The Hamilton Spectator

We are the best. Period.

You can say that again

- PAUL BERTON Paul Berton is editor-in-chief of The Hamilton Spectator and thespec.com. You can reach him at 905-526-3482 or pberton@thespec.com

The Hamilton Spectator is the best newspaper in the world. Period.

This is not just my opinion; it is fact. I know it because many readers tell me regularly. They read every word of The Spectator and only The Spectator and they love it. Perhaps you are one of them.

Or perhaps it has just occurred to you now: “You’re right, I’d never thought of it, but The Spectator is the greatest newspaper in the world.”

There will be those among you, of course, who say “you’ve got to be kidding. The Wall Street Journal is the best newspaper. Or the Toronto Star.”

Or the New York Times or the Guardian or El Pais or the Times of India or the Jerusalem Post or the National Enquirer.

Perhaps these people simply need to be reminded more often that The Hamilton Spectator is. the. Best. Newspaper. EVER. We have the best news, the top news. Believe me.

Generally, we let people make their own minds up about this, but maybe we should declare it every day on the front page: “the greatest newspaper in the world” instead of “connected to your community.”

If history is any indication, the more we tell people things, the more they will believe it. This has been true throughout human history, but it somehow seems to be getting worse (or better).

After all, how is it that a restaurant can advertise “the best burgers in town” when they are clearly not. Their buns are stale, their meat is frozen, and there are no pickles.

It’s called marketing, and marketing works.

Marketing transforme­d diamonds from useless rocks into valuable jewelry. Marketing makes people pay several thousand dollars for a designer purse when you can get one at your local department store for a few hundred.

If you say something simple and repeat it enough, people will believe you, regardless of actual fact.

Not only will they believe you, they’ll also repeat it, and people will believe them. And the next thing you know, everyone thinks Coke is better than Pepsi, or vice versa.

It works even better in politics. Let’s say you are a politician, and make the prepostero­us assertion that you got more votes than anyone anywhere ever, and that your crowds are the biggest in world history, and that you are smart.

Even if such claims are patently, provably, demonstrab­ly and obviously false, all you have to do is keep repeating them, just like saying you serve the “best hamburgers in town.”

The only real problem is the media. Journalist­s may ask you for proof, they may ask troublesom­e questions, and they may have some actual facts to counter your claims.

But if you are a shrewd politician, you simply attack the journalist­s, over and over again, and insist they are lying liars who lie, and that you are smart and got the most votes.

Some discipline­d consumers of news may see you for what you are, but many others apparently, will somehow simply remember what you keep repeating: you are smart and rich and journalist­s are liars.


◆ DIRECTIONS:
Within the listing below, count the lines that have the string "center". Answer with that number only.
-- RECORDS SUPPLIED follows --
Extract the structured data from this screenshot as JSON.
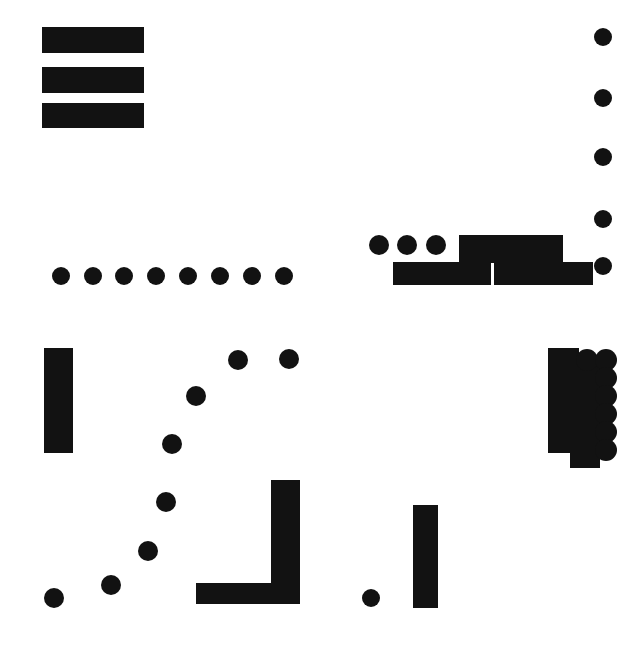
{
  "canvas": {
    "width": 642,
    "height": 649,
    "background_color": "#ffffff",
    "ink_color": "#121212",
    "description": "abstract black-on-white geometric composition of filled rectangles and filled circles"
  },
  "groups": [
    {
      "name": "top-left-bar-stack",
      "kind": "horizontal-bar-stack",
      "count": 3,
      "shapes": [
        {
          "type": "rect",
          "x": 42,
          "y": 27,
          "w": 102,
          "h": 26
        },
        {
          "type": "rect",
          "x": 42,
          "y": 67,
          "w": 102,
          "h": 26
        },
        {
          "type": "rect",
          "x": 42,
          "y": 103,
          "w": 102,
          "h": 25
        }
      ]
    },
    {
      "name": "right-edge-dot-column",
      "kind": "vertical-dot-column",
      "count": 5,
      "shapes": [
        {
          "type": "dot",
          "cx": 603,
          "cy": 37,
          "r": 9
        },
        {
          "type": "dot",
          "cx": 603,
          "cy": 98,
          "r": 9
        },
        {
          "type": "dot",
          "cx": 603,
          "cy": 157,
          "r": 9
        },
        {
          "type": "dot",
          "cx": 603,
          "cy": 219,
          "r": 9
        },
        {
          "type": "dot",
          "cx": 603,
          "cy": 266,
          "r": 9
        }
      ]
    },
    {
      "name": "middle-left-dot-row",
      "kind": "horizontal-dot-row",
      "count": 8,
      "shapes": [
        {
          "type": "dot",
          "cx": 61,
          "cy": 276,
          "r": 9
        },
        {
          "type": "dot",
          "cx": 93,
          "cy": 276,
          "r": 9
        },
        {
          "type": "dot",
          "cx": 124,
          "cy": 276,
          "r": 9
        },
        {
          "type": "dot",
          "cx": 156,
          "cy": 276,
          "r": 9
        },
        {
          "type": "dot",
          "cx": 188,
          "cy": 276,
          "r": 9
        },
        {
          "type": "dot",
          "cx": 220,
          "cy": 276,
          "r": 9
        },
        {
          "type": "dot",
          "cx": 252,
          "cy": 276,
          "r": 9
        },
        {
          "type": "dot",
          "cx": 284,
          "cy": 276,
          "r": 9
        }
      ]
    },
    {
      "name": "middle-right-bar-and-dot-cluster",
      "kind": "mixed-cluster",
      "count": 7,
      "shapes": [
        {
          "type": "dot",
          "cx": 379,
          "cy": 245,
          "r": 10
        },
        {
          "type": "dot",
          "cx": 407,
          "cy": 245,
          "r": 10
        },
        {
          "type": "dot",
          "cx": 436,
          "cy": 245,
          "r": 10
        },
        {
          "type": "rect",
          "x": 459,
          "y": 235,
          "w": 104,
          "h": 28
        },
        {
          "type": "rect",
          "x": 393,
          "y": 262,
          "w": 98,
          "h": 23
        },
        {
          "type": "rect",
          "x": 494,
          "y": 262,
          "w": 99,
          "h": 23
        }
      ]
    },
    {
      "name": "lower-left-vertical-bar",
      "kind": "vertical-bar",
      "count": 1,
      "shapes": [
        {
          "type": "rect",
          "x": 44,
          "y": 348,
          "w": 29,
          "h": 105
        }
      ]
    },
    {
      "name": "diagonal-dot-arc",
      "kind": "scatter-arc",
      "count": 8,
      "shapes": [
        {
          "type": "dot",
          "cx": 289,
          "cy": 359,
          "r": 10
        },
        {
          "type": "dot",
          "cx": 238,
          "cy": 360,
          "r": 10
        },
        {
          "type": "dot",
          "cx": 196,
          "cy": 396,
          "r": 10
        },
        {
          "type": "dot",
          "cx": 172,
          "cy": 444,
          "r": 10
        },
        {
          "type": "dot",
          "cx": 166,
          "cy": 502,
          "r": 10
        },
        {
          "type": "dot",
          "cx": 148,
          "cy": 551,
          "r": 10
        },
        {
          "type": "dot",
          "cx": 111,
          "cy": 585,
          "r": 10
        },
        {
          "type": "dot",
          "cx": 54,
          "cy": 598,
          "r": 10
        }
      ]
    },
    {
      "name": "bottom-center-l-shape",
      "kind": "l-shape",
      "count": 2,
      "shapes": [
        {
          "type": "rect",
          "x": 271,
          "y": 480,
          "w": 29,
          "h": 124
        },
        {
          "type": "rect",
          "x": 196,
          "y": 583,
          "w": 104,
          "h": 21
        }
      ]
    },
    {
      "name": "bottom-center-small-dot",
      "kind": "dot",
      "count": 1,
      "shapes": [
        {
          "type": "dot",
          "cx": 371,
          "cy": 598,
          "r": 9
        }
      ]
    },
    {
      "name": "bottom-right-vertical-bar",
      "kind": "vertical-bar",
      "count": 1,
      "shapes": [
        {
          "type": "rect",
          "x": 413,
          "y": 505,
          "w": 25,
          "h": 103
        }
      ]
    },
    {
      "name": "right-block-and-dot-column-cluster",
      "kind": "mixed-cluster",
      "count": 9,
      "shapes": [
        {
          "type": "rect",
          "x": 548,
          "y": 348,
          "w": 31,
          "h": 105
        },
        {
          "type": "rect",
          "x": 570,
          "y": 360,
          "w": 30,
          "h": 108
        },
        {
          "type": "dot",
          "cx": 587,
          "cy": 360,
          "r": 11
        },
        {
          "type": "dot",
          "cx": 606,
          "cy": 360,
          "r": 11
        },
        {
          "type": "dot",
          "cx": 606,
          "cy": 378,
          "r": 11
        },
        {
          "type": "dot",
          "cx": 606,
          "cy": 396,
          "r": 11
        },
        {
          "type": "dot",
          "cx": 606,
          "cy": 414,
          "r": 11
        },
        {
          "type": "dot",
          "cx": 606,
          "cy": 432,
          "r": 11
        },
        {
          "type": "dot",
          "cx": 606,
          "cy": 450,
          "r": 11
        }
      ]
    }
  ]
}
-- RECORDS SUPPLIED concluded --
◆ OUTPUT FOR THIS TASK:
2